The problem for me was I thought I had plenty of disk space on a drive but the partition was not using the whole disk and was half the size of what I expected.
So check the size of the space available with lsblk and df -h and make sure the disk you are writing to reports all the space available on the device.

When does memcached remove items?

I'm relatively new to memcached and only know the basics of getting it set up and working. I've run into an issue on our Magento-based website where the cache is growing too large and causing some slowness when editing product details. I telnetted to the memcached server and ran stats and noticed that there were nearly 900 megs and over 65500 items in there. I typed the flush_all command and re-ran stats and it's still the same. After some research I have found that flushing it invalidates the entries but doesn't actually free up the space. It will do so over time as new items are added. From what I have seen, it never frees up the nearly 900 megs of space and never deletes the 65000+ items that seem to be stuck in there. I haven't tried restarting memcached yet as this is a live site and I don't want to cause any problems. If restarting the server frees up the space, that's still not a solution because I don't want to have to do that every time. Can someone please help me understand what's going on and how I can fix this?
You'll want to tweak the maximum amount of memory Memcached is allowed to use in an instance. At the command line, the -m flag is used to set the maximum number of megabytes the cache can hold. Flushing the cache merely invalidates everything in it, and the items are evicted lazily. If you want memcached to use less memory, there's no getting around it: you'll have to restart it with less memory.

Linux #open-file limit

we are facing a situation where a process gets stuck due to running out of open files limit. The global setting file-max was set extremely high (set in sysctl.conf) & per-user value also was set to a high value in /etc/security/limits.conf. Even ulimit -n reflects the per-user value when ran as that head-less user (process-owner).
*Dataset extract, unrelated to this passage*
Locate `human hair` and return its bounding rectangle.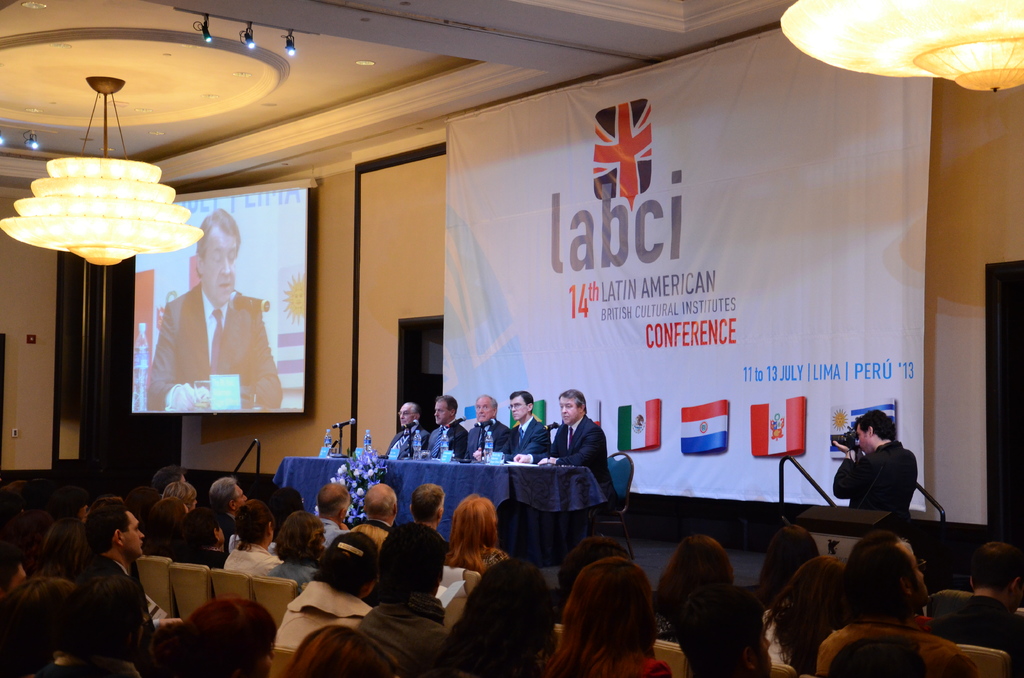
557,538,630,595.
So the question is, does this change require system reboot (my understanding is it doesn't) ? Has anyone faced the similar problem ? I am running ubuntu lucid & the application is a java process. #of ephemeral port range too is high enough, & when checked during the issue, the process had opened #1024 (Note the default value) files (As reported by lsof).
One problem you might run into is that the fd_set used by select is limited to FD_SETSIZE, which is fixed at compile time (in this case of the JRE), and that is limited to 1024.
#define FD_SETSIZE __FD_SETSIZE
/usr/include/bits/typesizes.h:#define __FD_SETSIZE 1024
Luckily both the c library and the kernel can handle arbitrary sized fd_set, so, for a compiled C program, it is possible to raise that limit.
Considering you have edited file-max value in sysctl.conf and /etc/security/limits.conf correctly; then:
edit /etc/pam.d/login, adding the line:
session required /lib/security/pam_limits.so
and then do
#ulimit -n unlimited
Note that you may need to log out and back in again before the changes take effect.